“I live on the next block. Feel like coming up for coffee?”

Megan’s building was much nicer than the one she lived in, cleaner and newer and with less of a transient air about it. Yet none of the Villagey charm was lost. The old-fashioned atmosphere of a brownstone was maintained, merely enhanced by the renovation. The hallway was thickly carpeted, the walls freshly painted, the air fresh-smelling. Inside, the apartment was a perfect reflection of Megan herself. It was done simply but elegantly in blues and greens. The furniture was modern without being garish. There were surrealistic paintings on the walls, a few bits of sculpture, a pastel of Megan.

Megan, she knew, was an interior decorator. She worked free-lance, taking an occasional job and earning a small living without working very hard at it. She seemed to be good at her work. Rhoda was impressed.

“Beautiful,” she said. “Everything is beautiful.”

There was a bedroom, small but adequate. There was a minute kitchen and a small bathroom. The living room was quite large, with a part of it set up as a sort of alcove with a round teak table and four chairs. They had coffee there. Megan made thick, strong coffee and they both drank it black and smoked cigarettes. Rhoda did most of the talking. She had not really talked to anyone in far too long. The wine had loosened her up, and the coffee had not yet sobered her, and Megan was easy to talk to. She found herself opening up, found the words spilling out.

She talked about her marriage, about two years with Tom Haskell, two years that had never worked out for her at all. Sex had been the main problem, but from it all sorts of other problems had quickly sprung into existence. With the realization that she could not enjoy sleeping with Tom came the realization that she should never have married him in the first place, that she did not want to be a wife at all. And from that step it was only a short leap to the knowledge that she did not love him, that she had never loved him.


§ **What the exercise asks**
Please count the lines in the records below that include the word "expenses" and report only the total.

§ **Records shown**
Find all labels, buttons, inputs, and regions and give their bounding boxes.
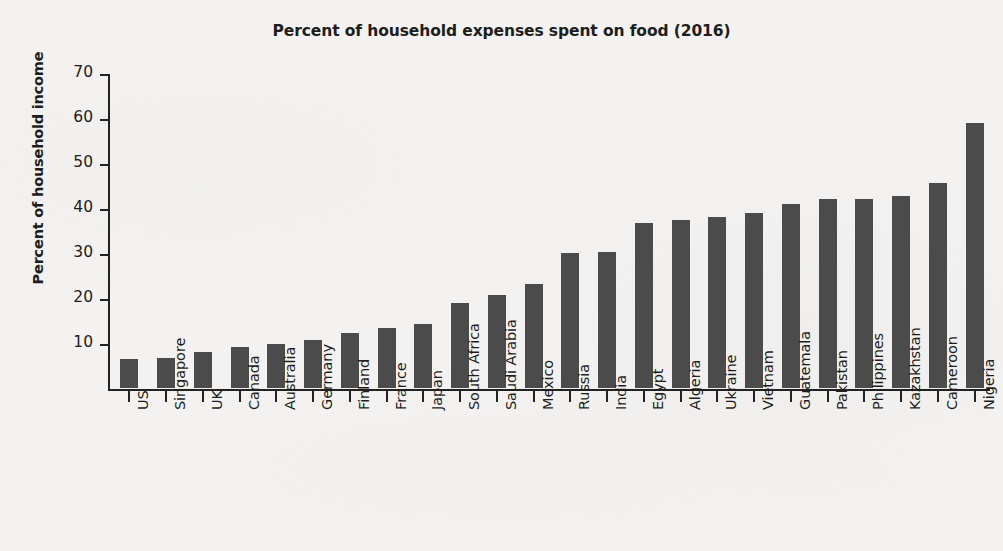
x-tick-label: Russia	[576, 364, 592, 410]
y-tick: 20	[100, 299, 108, 301]
x-tick-label: Egypt	[650, 369, 666, 410]
x-tick	[422, 391, 424, 402]
x-tick	[863, 391, 865, 402]
x-tick-label: India	[613, 375, 629, 410]
x-tick	[533, 391, 535, 402]
x-tick-label: South Africa	[466, 323, 482, 410]
x-tick	[312, 391, 314, 402]
bar	[194, 352, 212, 388]
y-tick: 30	[100, 254, 108, 256]
x-tick-label: Mexico	[540, 360, 556, 410]
y-tick-label: 60	[53, 108, 93, 126]
x-tick-label: Canada	[246, 355, 262, 410]
x-tick-label: Japan	[429, 370, 445, 410]
x-tick-label: Singapore	[172, 338, 188, 410]
x-tick	[716, 391, 718, 402]
x-tick-label: Australia	[282, 347, 298, 410]
y-tick-label: 50	[53, 153, 93, 171]
bar	[966, 123, 984, 388]
y-tick: 50	[100, 164, 108, 166]
x-tick-label: Guatemala	[797, 331, 813, 410]
x-tick-label: Philippines	[870, 333, 886, 410]
x-tick	[349, 391, 351, 402]
x-tick	[643, 391, 645, 402]
y-axis-line	[108, 74, 110, 391]
chart-page: Percent of household expenses spent on f…	[0, 0, 1003, 551]
x-tick-label: Vietnam	[760, 350, 776, 410]
x-tick-label: Cameroon	[944, 336, 960, 410]
bar	[120, 359, 138, 388]
x-tick	[790, 391, 792, 402]
y-tick-label: 10	[53, 333, 93, 351]
x-tick	[606, 391, 608, 402]
y-tick-label: 40	[53, 198, 93, 216]
x-tick-label: Saudi Arabia	[503, 319, 519, 410]
x-tick	[459, 391, 461, 402]
y-tick: 60	[100, 119, 108, 121]
x-tick-label: UK	[209, 390, 225, 410]
x-tick-label: Kazakhstan	[907, 327, 923, 410]
x-tick	[202, 391, 204, 402]
x-tick-label: Germany	[319, 344, 335, 410]
x-tick	[937, 391, 939, 402]
x-tick-label: France	[393, 362, 409, 410]
y-tick: 10	[100, 344, 108, 346]
x-tick-label: US	[135, 390, 151, 410]
x-tick	[900, 391, 902, 402]
y-tick-label: 20	[53, 288, 93, 306]
x-tick	[239, 391, 241, 402]
x-tick	[165, 391, 167, 402]
x-tick	[753, 391, 755, 402]
x-tick	[496, 391, 498, 402]
y-axis-label: Percent of household income	[30, 38, 46, 298]
y-tick: 70	[100, 74, 108, 76]
x-tick-label: Pakistan	[834, 350, 850, 410]
x-tick	[386, 391, 388, 402]
x-tick	[275, 391, 277, 402]
plot-area: 10203040506070 USSingaporeUKCanadaAustra…	[108, 74, 990, 390]
x-tick-label: Finland	[356, 359, 372, 410]
x-tick	[569, 391, 571, 402]
x-tick	[128, 391, 130, 402]
x-tick	[974, 391, 976, 402]
x-tick-label: Ukraine	[723, 355, 739, 410]
x-tick	[827, 391, 829, 402]
y-tick: 40	[100, 209, 108, 211]
x-tick-label: Algeria	[687, 360, 703, 410]
y-tick-label: 70	[53, 63, 93, 81]
chart-title: Percent of household expenses spent on f…	[0, 22, 1003, 40]
y-tick-label: 30	[53, 243, 93, 261]
bar	[598, 252, 616, 388]
x-tick	[680, 391, 682, 402]
x-tick-label: Nigeria	[981, 359, 997, 410]
bar	[635, 223, 653, 388]
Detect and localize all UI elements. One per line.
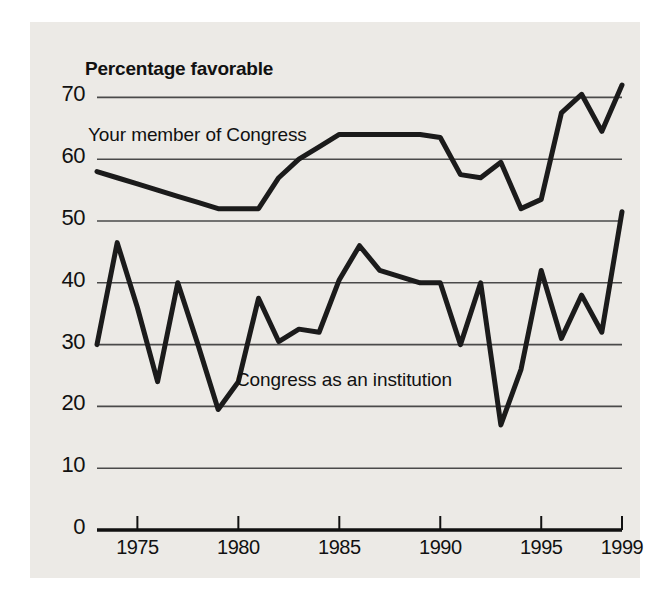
chart-figure: Percentage favorable Your member of Cong… [0,0,664,601]
series-line-your-member [97,85,622,209]
chart-title: Percentage favorable [85,58,273,80]
x-tick-marks-group [137,516,622,530]
y-axis-tick-label: 40 [33,267,85,293]
y-axis-tick-label: 10 [33,452,85,478]
x-axis-tick-label: 1985 [299,536,379,559]
x-axis-tick-label: 1999 [582,536,662,559]
x-axis-tick-label: 1990 [400,536,480,559]
series-label-congress-institution: Congress as an institution [236,369,452,391]
x-axis-tick-label: 1980 [198,536,278,559]
x-axis-tick-label: 1975 [97,536,177,559]
chart-plot-area [0,0,664,601]
y-axis-tick-label: 50 [33,205,85,231]
y-axis-tick-label: 30 [33,329,85,355]
y-axis-tick-label: 70 [33,81,85,107]
series-label-your-member: Your member of Congress [88,124,307,146]
series-line-congress-institution [97,212,622,425]
y-axis-tick-label: 60 [33,143,85,169]
x-axis-tick-label: 1995 [501,536,581,559]
y-axis-tick-label: 20 [33,390,85,416]
y-axis-tick-label: 0 [33,514,85,540]
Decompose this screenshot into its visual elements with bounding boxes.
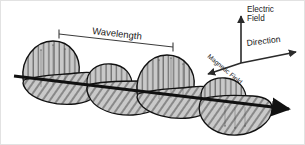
wavelength-measure: Wavelength [59, 25, 173, 52]
wave-diagram-canvas: Wavelength Electric Field Direction Magn… [1, 1, 305, 145]
electric-field-label-line2: Field [247, 14, 265, 23]
electromagnetic-wave-figure: Wavelength Electric Field Direction Magn… [0, 0, 305, 145]
axis-triad: Electric Field Direction Magnetic Field [206, 5, 296, 86]
direction-axis: Direction [241, 34, 296, 63]
electric-field-label-line1: Electric [247, 5, 274, 14]
direction-label: Direction [246, 34, 281, 48]
electric-field-axis: Electric Field [241, 5, 274, 63]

§ **Expected answer**
2